Nearly half the high school students in a nationwide survey said they believe their teachers sometimes choose to ignore students who are cheating in class. And more than half admitted they had used the Internet to commit plagiarism.
Those were two key findings of a survey of 4,500 high school students from across the country conducted by Donald McCabe, a professor of management at Rutgers University in New Brunswick, N.J. He has been tracking student-cheating issues at the college level for decades, but recently turned his attention to how high school students are trying to deceive their teachers and how students believe teachers are reacting to such behavior.
According to Mr. McCabe’s survey—which included 14 public and 11 private high schools—47 percent of the students believe teachers sometimes elect not to confront students they know are cheating. Of those students, 26 percent said they believed teachers simply don’t want to be bothered by reporting suspected academic dishonesty.
Mr. McCabe said he expected those findings because similar studies he’s done indicate that about one-third of college students believe their professors look the other way when cheating occurs.
"[Teachers are] afraid of retaliation by the parents,” Mr. McCabe contended. “They’d rather not have to deal with the parents. It’s a hassle.”
Michael S. Josephson, the founder and president of the Marina del Rey, Calif.-based Josephson Institute of Ethics, had similar thoughts about why teachers might refrain from confronting student cheaters.
“They’re afraid they’ll be sued by parents, and that schools don’t have the resources to back them up [in court],” Mr. Josephson said.
What’s more, he said, schools have grown complacent about cheating. Most have not drawn up effective policies to stop the practice in the same aggressive ways they have for other discipline problems, he suggested.
Janet Bass, a spokeswoman for the American Federation of Teachers, which represents more than 1 million members, said she had “no idea” students perceived that such a large percentage of teachers would ignore cheating.
Ms. Bass wondered “if any of this is an outgrowth of the increased pressure put on schools” because of the standards and accountability movement.
Cyber- Plagiarism
As part of the survey, Mr. McCabe also looked into a problem that more and more teachers are encountering these days: students plagiarizing material from the Internet for school assignments.
In his survey, 54 percent of students admitted to using the Internet to pirate others’ material. However, Mr. McCabe expressed surprise that so many high school students had committed some form of cyber-plagiarism, given that two to three times fewer college students tend to plagiarize, according to previous research he has conducted. Mr. McCabe speculated that high schoolers might be more likely to plagiarize than college students because precollegiate teachers lack the in-depth knowledge of their subject matter and have to teach broader courses than college professors do. “If there’s a [college] course on the Civil War, there’s a pretty good chance the professor knows all the major works on the topic,” he said.
But some high school educators—well aware of how easy it is for students to plagiarize material from the Web—are fighting back. They are using software programs designed to detect the practice. (“Educators Turn to Anti-Plagiarism Web Programs To Detect Cheating,” Dec. 13, 2000.)
The survey confirmed earlier studies in which a vast majority of students admitted to committing academic fraud.
In Mr. McCabe’s survey, a full 74 percent of students admitted that, at least once during the past school year, they had engaged in what Mr. McCabe called serious cheating—using illegal crib notes, copying answers from another student on a test, or helping another student cheat.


The entries follow. Copy every line in which "icon" appears.

(Dataset items)
=-=-=
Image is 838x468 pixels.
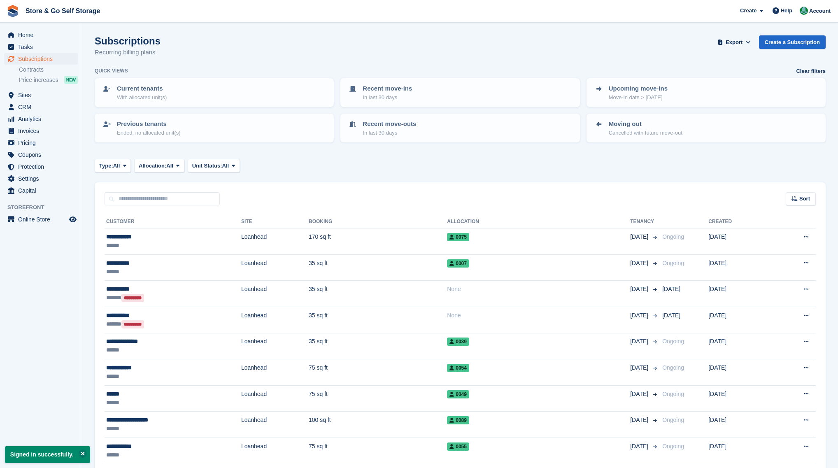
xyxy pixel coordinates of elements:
span: Allocation: [139,162,166,170]
td: 75 sq ft [309,437,447,464]
span: Online Store [18,214,67,225]
a: menu [4,53,78,65]
span: 0049 [447,390,469,398]
span: [DATE] [630,285,650,293]
p: Current tenants [117,84,167,93]
td: 35 sq ft [309,254,447,281]
td: Loanhead [241,228,309,255]
button: Export [716,35,752,49]
td: Loanhead [241,411,309,438]
a: Upcoming move-ins Move-in date > [DATE] [587,79,825,106]
a: menu [4,89,78,101]
td: 100 sq ft [309,411,447,438]
td: Loanhead [241,254,309,281]
td: [DATE] [708,307,770,333]
span: [DATE] [630,337,650,346]
td: 35 sq ft [309,281,447,307]
a: menu [4,214,78,225]
td: [DATE] [708,254,770,281]
td: [DATE] [708,385,770,411]
span: 0055 [447,442,469,451]
a: Contracts [19,66,78,74]
span: Protection [18,161,67,172]
a: menu [4,41,78,53]
span: Ongoing [662,416,684,423]
div: NEW [64,76,78,84]
span: Settings [18,173,67,184]
p: Move-in date > [DATE] [609,93,667,102]
p: With allocated unit(s) [117,93,167,102]
span: Ongoing [662,260,684,266]
span: Capital [18,185,67,196]
span: 0039 [447,337,469,346]
a: menu [4,29,78,41]
td: 170 sq ft [309,228,447,255]
span: Sort [799,195,810,203]
span: Price increases [19,76,58,84]
span: [DATE] [662,312,680,318]
p: In last 30 days [363,93,412,102]
img: stora-icon-8386f47178a22dfd0bd8f6a31ec36ba5ce8667c1dd55bd0f319d3a0aa187defe.svg [7,5,19,17]
a: menu [4,113,78,125]
td: Loanhead [241,437,309,464]
span: CRM [18,101,67,113]
th: Site [241,215,309,228]
span: 0007 [447,259,469,267]
p: Previous tenants [117,119,181,129]
td: [DATE] [708,281,770,307]
td: Loanhead [241,281,309,307]
td: Loanhead [241,385,309,411]
span: 0075 [447,233,469,241]
a: Store & Go Self Storage [22,4,103,18]
a: menu [4,161,78,172]
span: [DATE] [630,259,650,267]
th: Booking [309,215,447,228]
th: Customer [105,215,241,228]
span: Storefront [7,203,82,211]
td: Loanhead [241,307,309,333]
span: [DATE] [630,232,650,241]
div: None [447,285,630,293]
button: Unit Status: All [188,159,240,172]
td: 35 sq ft [309,307,447,333]
a: Preview store [68,214,78,224]
span: All [222,162,229,170]
a: Price increases NEW [19,75,78,84]
td: [DATE] [708,228,770,255]
a: menu [4,137,78,149]
span: Home [18,29,67,41]
span: Subscriptions [18,53,67,65]
h6: Quick views [95,67,128,74]
a: Clear filters [796,67,825,75]
span: [DATE] [630,363,650,372]
img: Adeel Hussain [799,7,808,15]
span: [DATE] [630,390,650,398]
span: [DATE] [630,442,650,451]
th: Tenancy [630,215,659,228]
span: Ongoing [662,390,684,397]
span: All [166,162,173,170]
p: Signed in successfully. [5,446,90,463]
span: Ongoing [662,233,684,240]
span: Help [781,7,792,15]
span: Invoices [18,125,67,137]
td: Loanhead [241,359,309,386]
span: [DATE] [662,286,680,292]
td: 35 sq ft [309,333,447,359]
button: Allocation: All [134,159,184,172]
td: Loanhead [241,333,309,359]
a: Previous tenants Ended, no allocated unit(s) [95,114,333,142]
span: Type: [99,162,113,170]
td: [DATE] [708,359,770,386]
a: menu [4,173,78,184]
p: Recurring billing plans [95,48,160,57]
p: Cancelled with future move-out [609,129,682,137]
span: Tasks [18,41,67,53]
span: Unit Status: [192,162,222,170]
p: Moving out [609,119,682,129]
th: Allocation [447,215,630,228]
span: [DATE] [630,311,650,320]
a: Create a Subscription [759,35,825,49]
span: Sites [18,89,67,101]
a: menu [4,125,78,137]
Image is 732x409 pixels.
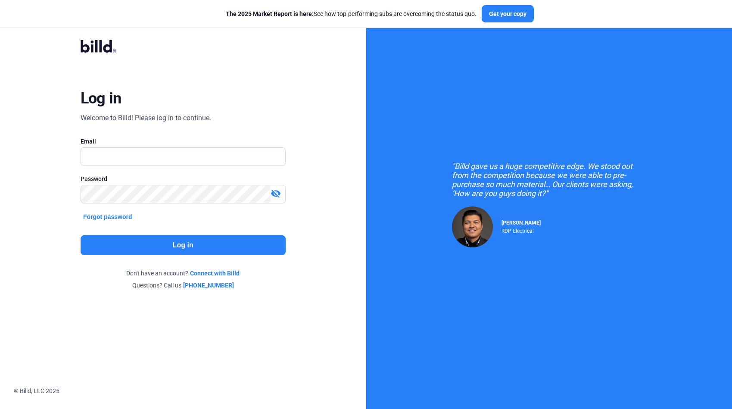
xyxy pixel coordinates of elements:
div: Password [81,174,285,183]
span: [PERSON_NAME] [501,220,540,226]
span: The 2025 Market Report is here: [226,10,313,17]
button: Log in [81,235,285,255]
div: Questions? Call us [81,281,285,289]
div: "Billd gave us a huge competitive edge. We stood out from the competition because we were able to... [452,161,645,198]
div: See how top-performing subs are overcoming the status quo. [226,9,476,18]
a: Connect with Billd [190,269,239,277]
button: Get your copy [481,5,533,22]
img: Raul Pacheco [452,206,493,247]
div: Don't have an account? [81,269,285,277]
div: RDP Electrical [501,226,540,234]
div: Log in [81,89,121,108]
div: Email [81,137,285,146]
a: [PHONE_NUMBER] [183,281,234,289]
mat-icon: visibility_off [270,188,281,198]
div: Welcome to Billd! Please log in to continue. [81,113,211,123]
button: Forgot password [81,212,135,221]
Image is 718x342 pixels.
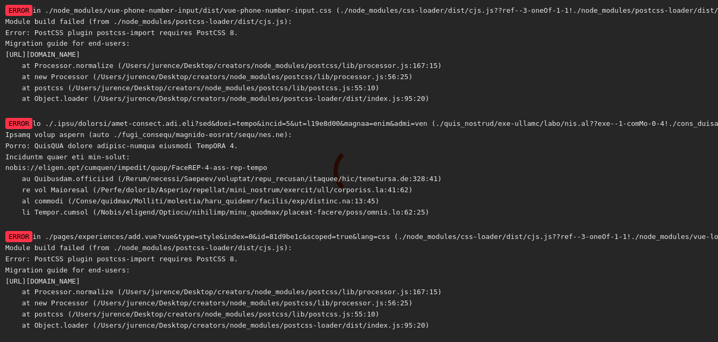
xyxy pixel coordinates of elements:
span: ERROR [5,231,32,242]
span: ERROR [5,5,32,16]
div: lo ./.ipsu/dolorsi/amet-consect.adi.eli?sed&doei=tempo&incid=5&ut=l19e8d00&magnaa=enim&admi=ven (... [5,118,713,218]
div: in ./node_modules/vue-phone-number-input/dist/vue-phone-number-input.css (./node_modules/css-load... [5,5,713,105]
span: ERROR [5,118,32,129]
div: in ./pages/experiences/add.vue?vue&type=style&index=0&id=81d9be1c&scoped=true&lang=css (./node_mo... [5,232,713,331]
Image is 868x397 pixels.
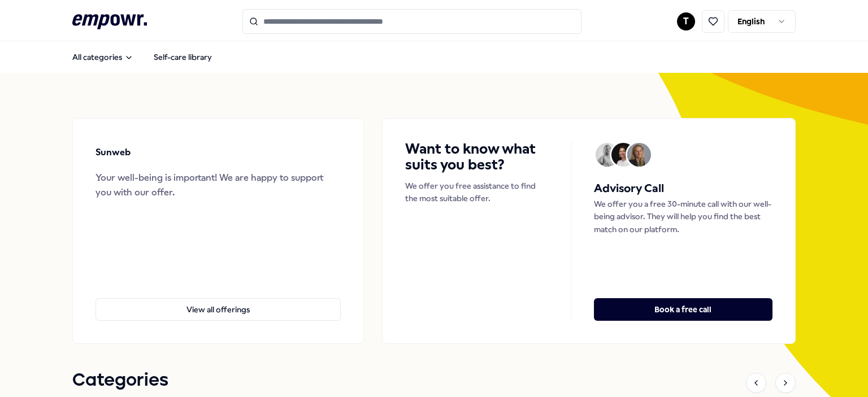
=-=-=
→ RESULT FOR THIS TASK
img: stora-icon-8386f47178a22dfd0bd8f6a31ec36ba5ce8667c1dd55bd0f319d3a0aa187defe.svg [7,5,19,17]
mat-icon: visibility_off [270,188,281,198]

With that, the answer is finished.